I have had an interest in rocks, fossils, and landscapes since childhood, but the first concept I had that one could study geology toward a career was in during fall term of 1968, my freshman year at the University of Akron, when I visited the Geology Department, then located in a house on the west side of South Union Street, not far north of Buchtel Avenue. I think only Jim Teeter and Jim Jackson were in the department then, but Roger would join them a couple years later.
I persevered as an engineering major for more than three years until the summer term of 1971. I could not visualize a career in engineering and had failed structural engineering. One day after getting into an argument with my advisor, I ran into two friends, Fred Dillick and Paivi Pentilla, who were in Roger Bain’s summer class—They were raving about this “cool young professor” and urged me to go talk with Roger. The Geology Department had moved to Kolbe Hall, and I shortly found Roger in his office. After an enjoyable ten-minute chat about geology, Roger had me convinced that geology was the way to go.
I walked over to the Registrar’s office, then in Spicer Hall, changed my major to geology and signed up for Roger's Physical Geology class that fall. It was the beginning of my career as a geoscientist, and Roger would not only advise me until I graduated in June 1973, but would become my graduate advisor a few years later in 1976 after my stints with Ohio EPA and a year of well-logging.
So many good times in the Geology Department! Roger and Jim Teeter were quite a pair of humorists, Roger, a bit more reserved, and Jim, more irreverent—They complemented each other quite well. Without getting too woowoo about, I’d say they added a sort of spiritual energy to the department that supplemented the academic excellence.
Roger wrote several times in 1993 that he, Leslie, and Cassie would like to visit the Pacific Northwest after Laura’s wedding, and they did come out that summer and thoroughly explored the area. My wife Leslie and I enjoyed their visit with us in Olympia and field day at Mount St. Helens where we hiked into see a portion of the debris avalanche deposit in the North Fork Toutle River valley.
Roger would typically arrive in the classroom a minute to two early daily with full pages of notes and often a tray of slides, and he started lecturing and writing on the blackboard as soon as he greeted the class. He was amazingly well-organized, but never boring, because his lectures were narratives, interspersed with humor, history, and stories, and they were packed with information. Toward the end of class, he would often present a short slide show, a virtual field trip relevant to the day’s topics. When I started teaching classes occasionally in the 1980s, I found myself instinctively incorporating components of Rogers teaching style into my own presentations, and I’d be willing to bet many students were likewise inspired by the geology and the teaching of geology they experienced in his classes and on field trips.
Roger was the first geoscientist to introduce the concepts of environmental geology in his classes, perhaps influenced on this topic during his time at the University of Virginia. He also spoke about the relationship of American foreign policy to our interest in geologic resources, particularly petroleum.
After getting quite ill with Coccidioidomycosis, or “Valley Fever”, while well-logging the San Joaquin valley of California in winter of 1976, a phone conversation with Roger convinced me to enroll in the graduate program that coming fall. During that master’s program, it was Roger’s geologic writing skills that most influenced me, particularly his edits and suggestions on a couple drafts of my thesis on the Cuyahoga Valley NRA (now National Park). Roger was excellent at wordsmithing, and had a “chewy” yet fluid writing style.
Roger knew that as an undergraduate, I had been a board member of the Cuyahoga Valley Association and had actively promoted the concept of the national park. I was sitting in the hallway outside the Geology Dept. office one day when he came by with an idea that I do an earth sciences thesis on the geology of the southern sector of this new national park, a concept that would later influence books on the geology of Mount St. Helens and Mount Rainier National Park and several geological field guides for professional society meetings.
Roger was patient with students like me who were “free spirits”. He could get on your case when you needed to pay more attention, but did so with humor and a smile. “Look class, Pat’s here today.” In early September of 1981, I took him a couple completed chapters of my theses to review. After a day or two, he handed them back to me, “you’ve got 30 days to get me the whole thesis.” It was just the deadline I needed, and I brought him 176 typed pages (including figures) a day or two after the deadline. “I was just kidding Pat, but I thought it would motivate you get something done!”
After graduating with an M.S. in 1982, I was fortunate to work at the US Geological Survey’s Cascades Volcano Observatory from 1982–1990, the Washington State Geological Survey from 1990–2005, and then teach at Centralia College until 2017. In summary, I, and many others were very lucky to be guided and influenced by Roger Bain, truly a great teacher of geosciences, as well as a friend.
Thinking of you Leslie, Cassie, and Laura!
Sincerest condolences from Leslie and me.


» **ACTION ITEM**
Below is a listing with pictures in it. Copy it exactly without them.

[[ PROVIDED ENTRIES, beginning ]]

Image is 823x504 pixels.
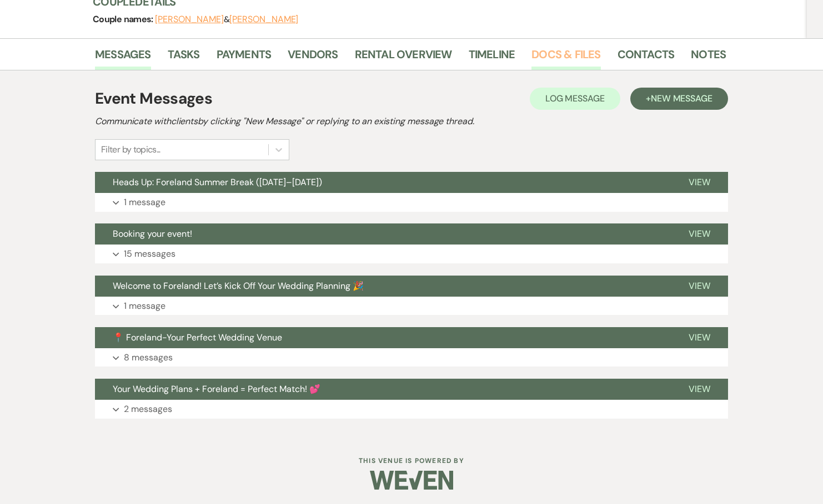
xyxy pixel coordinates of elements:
[229,15,298,24] button: [PERSON_NAME]
[113,383,321,395] span: Your Wedding Plans + Foreland = Perfect Match! 💕
[545,93,605,104] span: Log Message
[370,461,453,500] img: Weven Logo
[671,379,728,400] button: View
[155,15,224,24] button: [PERSON_NAME]
[101,143,161,156] div: Filter by topics...
[288,46,337,70] a: Vendors
[95,46,151,70] a: Messages
[123,247,175,261] p: 15 messages
[531,46,601,70] a: Docs & Files
[691,46,725,70] a: Notes
[671,172,728,193] button: View
[95,172,671,193] button: Heads Up: Foreland Summer Break ([DATE]–[DATE])
[95,193,728,212] button: 1 message
[113,177,322,188] span: Heads Up: Foreland Summer Break ([DATE]–[DATE])
[95,379,671,400] button: Your Wedding Plans + Foreland = Perfect Match! 💕
[113,280,363,292] span: Welcome to Foreland! Let’s Kick Off Your Wedding Planning 🎉
[671,224,728,245] button: View
[123,402,172,416] p: 2 messages
[617,46,675,70] a: Contacts
[168,46,200,70] a: Tasks
[95,400,728,419] button: 2 messages
[671,327,728,348] button: View
[688,177,710,188] span: View
[95,327,671,348] button: 📍 Foreland-Your Perfect Wedding Venue
[688,332,710,343] span: View
[688,280,710,292] span: View
[95,224,671,245] button: Booking your event!
[469,46,515,70] a: Timeline
[113,228,192,240] span: Booking your event!
[93,13,155,25] span: Couple names:
[95,297,728,315] button: 1 message
[671,275,728,297] button: View
[123,299,166,313] p: 1 message
[95,348,728,367] button: 8 messages
[155,14,298,25] span: &
[217,46,272,70] a: Payments
[355,46,452,70] a: Rental Overview
[688,228,710,240] span: View
[123,350,173,365] p: 8 messages
[530,88,620,110] button: Log Message
[651,93,712,104] span: New Message
[95,87,212,110] h1: Event Messages
[123,196,166,210] p: 1 message
[113,332,282,343] span: 📍 Foreland-Your Perfect Wedding Venue
[630,88,728,110] button: +New Message
[95,245,728,264] button: 15 messages
[688,383,710,395] span: View
[95,115,728,128] h2: Communicate with clients by clicking "New Message" or replying to an existing message thread.
[95,275,671,297] button: Welcome to Foreland! Let’s Kick Off Your Wedding Planning 🎉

[[ PROVIDED ENTRIES, end ]]

» **YOUR SOLUTION**
Image is 823x504 pixels.
xyxy pixel coordinates of elements:
[229,15,298,24] button: [PERSON_NAME]
[113,383,321,395] span: Your Wedding Plans + Foreland = Perfect Match! 💕
[545,93,605,104] span: Log Message
[370,461,453,500] img: Weven Logo
[671,379,728,400] button: View
[155,15,224,24] button: [PERSON_NAME]
[101,143,161,156] div: Filter by topics...
[288,46,337,70] a: Vendors
[95,46,151,70] a: Messages
[123,247,175,261] p: 15 messages
[531,46,601,70] a: Docs & Files
[691,46,725,70] a: Notes
[671,172,728,193] button: View
[95,172,671,193] button: Heads Up: Foreland Summer Break ([DATE]–[DATE])
[95,193,728,212] button: 1 message
[113,177,322,188] span: Heads Up: Foreland Summer Break ([DATE]–[DATE])
[95,379,671,400] button: Your Wedding Plans + Foreland = Perfect Match! 💕
[113,280,363,292] span: Welcome to Foreland! Let’s Kick Off Your Wedding Planning 🎉
[671,224,728,245] button: View
[123,402,172,416] p: 2 messages
[617,46,675,70] a: Contacts
[168,46,200,70] a: Tasks
[95,400,728,419] button: 2 messages
[671,327,728,348] button: View
[688,177,710,188] span: View
[95,327,671,348] button: 📍 Foreland-Your Perfect Wedding Venue
[688,332,710,343] span: View
[688,280,710,292] span: View
[95,224,671,245] button: Booking your event!
[469,46,515,70] a: Timeline
[113,228,192,240] span: Booking your event!
[93,13,155,25] span: Couple names:
[95,297,728,315] button: 1 message
[671,275,728,297] button: View
[123,299,166,313] p: 1 message
[95,348,728,367] button: 8 messages
[155,14,298,25] span: &
[217,46,272,70] a: Payments
[355,46,452,70] a: Rental Overview
[688,228,710,240] span: View
[123,350,173,365] p: 8 messages
[530,88,620,110] button: Log Message
[651,93,712,104] span: New Message
[95,87,212,110] h1: Event Messages
[123,196,166,210] p: 1 message
[113,332,282,343] span: 📍 Foreland-Your Perfect Wedding Venue
[630,88,728,110] button: +New Message
[95,245,728,264] button: 15 messages
[688,383,710,395] span: View
[95,115,728,128] h2: Communicate with clients by clicking "New Message" or replying to an existing message thread.
[95,275,671,297] button: Welcome to Foreland! Let’s Kick Off Your Wedding Planning 🎉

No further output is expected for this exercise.